Daniel Susskind, economist and author of A World Without Work, told the CIPD Annual Conference and Exhibition that workers are too concerned about how AI will affect jobs, rather than how it will impact tasks and processes.
“One of the unhelpful things we do when we talk about the future of work is we tend to talk about the different jobs that people do,” said Susskind.
“We talk about lawyers, doctors, teachers, accountants, architects and so on, but actually the term ‘jobs’ is really unhelpful. And it’s unhelpful because it encourages us to think of the work as a monolithic, indivisible lump of stuff. Lawyers do lawyering. Doctors do doctoring.
“But as you all know, that’s nonsense. You look closely at any job and you see that people perform a wide variety of different tasks and different individual activities in their jobs.”
He said the risk when we think about the future of work is that we get “trapped in the mindset that the only way that technology can affect the work that we do is by destroying or creating entire jobs in an instant”.
However, rather than turning up one day and seeing a robot sitting at your desk, Susskind said the impact of AI in the workplace was a “lot more subtle” than this.
Instead, he said: “It might displace us from performing particular tasks or particular activities, but at the same time it makes performing other tasks more valuable and more important for human beings to do them. And that’s a really important point.”

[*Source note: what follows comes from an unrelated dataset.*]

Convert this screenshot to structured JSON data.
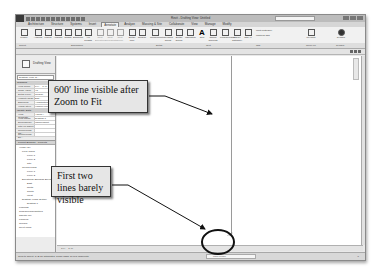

He explained that, traditionally, it was blue-collar jobs including manufacturing and agriculture that were deemed most at risk at automation. But he said that this distinction between “jobs and tasks” means white-collar workers in professional and managerial roles should take the rise of AI seriously.
A lot of tasks that even “our most expert workers” undertake are “relatively routine and can be automated accordingly” and do not always require “the subtleties of creativity, judgement and empathy”.
Additionally, Susskind said there was an “AI fallacy” where people assume that tasks that do require more creativity, judgement and empathy will be safe from AI.
However, while AI might not be able to “think like human beings”, “they might still be able to perform the tasks that require those faculties from us, but perform those tasks in fundamentally different ways”.
Peter Cheese, CEO of the CIPD, said the people profession needed to “lean into” AI because “the reality is there are threats” to jobs.
“How do we use technology to create good jobs and better jobs?” he said. “We can look at the world of work today and say: ‘You know what, there are a lot of jobs that are not using our human skills as effectively, where people don’t feel they have control of things, where there’s too much stress.’ And we need to understand how we can use AI in this regard.”
Cheese compared the AI transition to the energy transition and said there needed to be a “just transition” to incorporating AI into the workplace. “We need to ensure that, in losing old jobs and creating new ones, we do not leave people behind,” he said. “And we have a very big role to play in that. We also have a very big role in how we use AI ethically and responsibly.”
The ethical debates around AI underscored the importance of HR and how “we need to be in the room influencing” decision making to ensure that AI serves the business, rather than sidelining the needs of workers, Cheese said.